The family of drugs that include baricitinib, on the other hand, may offer greater therapeutic precision, Dr Titanji said. There is also some evidence that baricitinib could prevent the coronavirus from entering cells.

Yet baricitinib has its own issues, such as the increased risk of blood clots – already a problem in many cases of Covid-19. “It gives you a break,” Dr. Cernadas said.

Baricitinib and dexamethasone also weaken immune function, increasing the likelihood that other viruses or bacteria can enter the bodies of the people they are used in. But of the two, dexamethasone is “the devil you know,” said Dr.

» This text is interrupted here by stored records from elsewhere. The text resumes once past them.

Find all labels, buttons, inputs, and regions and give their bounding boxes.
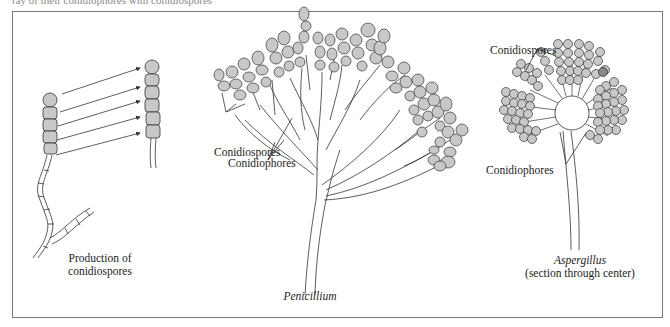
penicillium-conidiophores-label: Conidiophores (228, 157, 296, 170)
production-caption: Production of conidiospores (40, 252, 160, 278)
production-caption-line1: Production of (40, 252, 160, 265)
aspergillus-conidiospores-label: Conidiospores (490, 44, 556, 57)
aspergillus-diagram (500, 40, 629, 251)
aspergillus-caption-sub: (section through center) (520, 267, 640, 280)
penicillium-caption: Penicillium (260, 290, 360, 303)
aspergillus-conidiophores-label: Conidiophores (486, 164, 554, 177)
production-caption-line2: conidiospores (40, 265, 160, 278)
aspergillus-caption-name: Aspergillus (520, 254, 640, 267)
production-diagram (33, 60, 160, 258)
aspergillus-caption: Aspergillus (section through center) (520, 254, 640, 280)
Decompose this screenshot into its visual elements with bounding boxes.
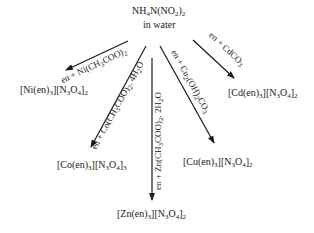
product-cu: [Cu(en)3][N3O4]2 <box>183 156 253 167</box>
product-cd: [Cd(en)3][N3O4]2 <box>228 87 298 98</box>
reactant-formula: NH4N(NO2)2 <box>132 5 185 16</box>
reagent-label-zn: en + Zn(CH3COO)2. 2H2O <box>153 92 163 190</box>
product-ni: [Ni(en)3][N3O4]2 <box>20 84 88 95</box>
product-co: [Co(en)3][N3O4]3 <box>57 159 127 170</box>
arrow-cu <box>160 46 214 143</box>
solvent-label: in water <box>143 19 176 30</box>
reaction-scheme: NH4N(NO2)2 in water en + Ni(CH3COO)2 [Ni… <box>0 0 314 233</box>
product-zn: [Zn(en)3][N3O4]2 <box>117 208 186 219</box>
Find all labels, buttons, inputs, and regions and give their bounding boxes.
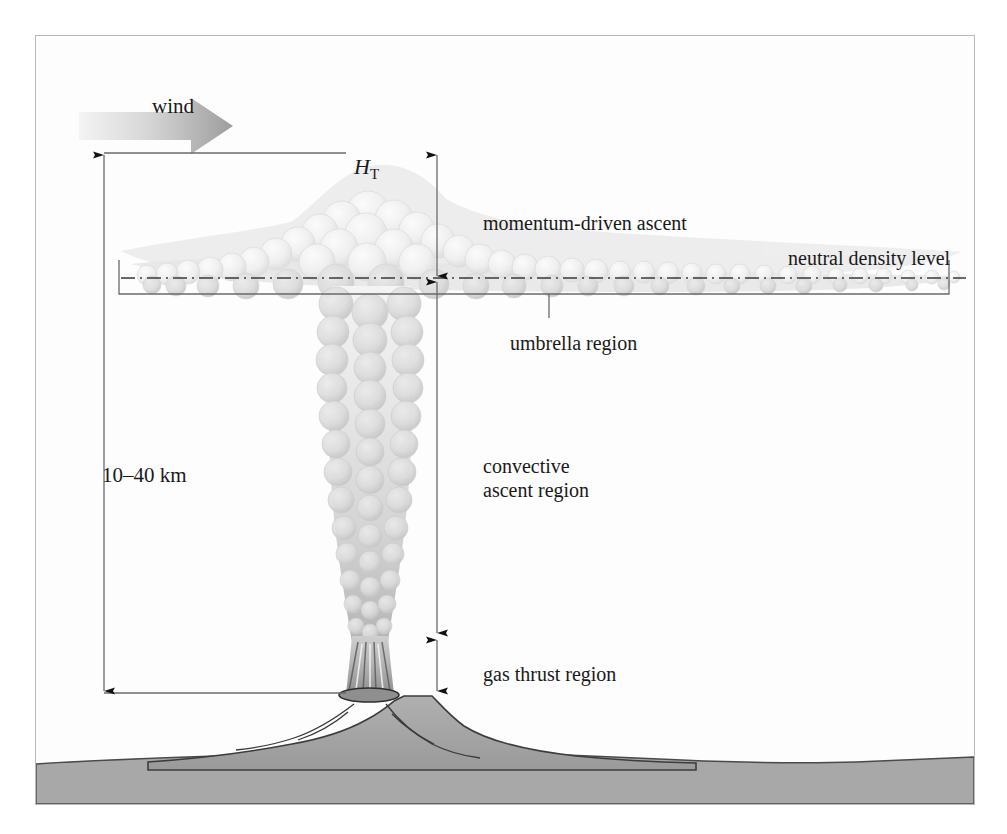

Lauren Henderson, a pediatric rheumatologist at Boston Children’s Hospital. “I probably wouldn’t go for baricitinib first-line.”

Dr Tien and other experts echoed this sentiment, saying they would likely choose dexamethasone over baricitinib when treating someone with a severe case of Covid-19, unless they didn’t. There is an obvious reason why their patient might respond poorly to steroids.

A direct comparison between baricitinib and dexamethasone might clarify which patients would be better placed to take one drug than another. In late November, the NIH announced a trial comparing outcomes between hospitalized Covid-19 patients who received either a combination of remdesivir and dexamethasone or a combination of remdesivir and baricitinib. But Dr Schwartz and others have raised ethical concerns about the trial, which he says would by definition deprive some patients of life-saving steroid therapy.

Eli Lilly is also leading a trial to study the effects of baricitinib alone in hospital patients. In this study, which likely won’t end until next summer, all participants will be given dexamethasone.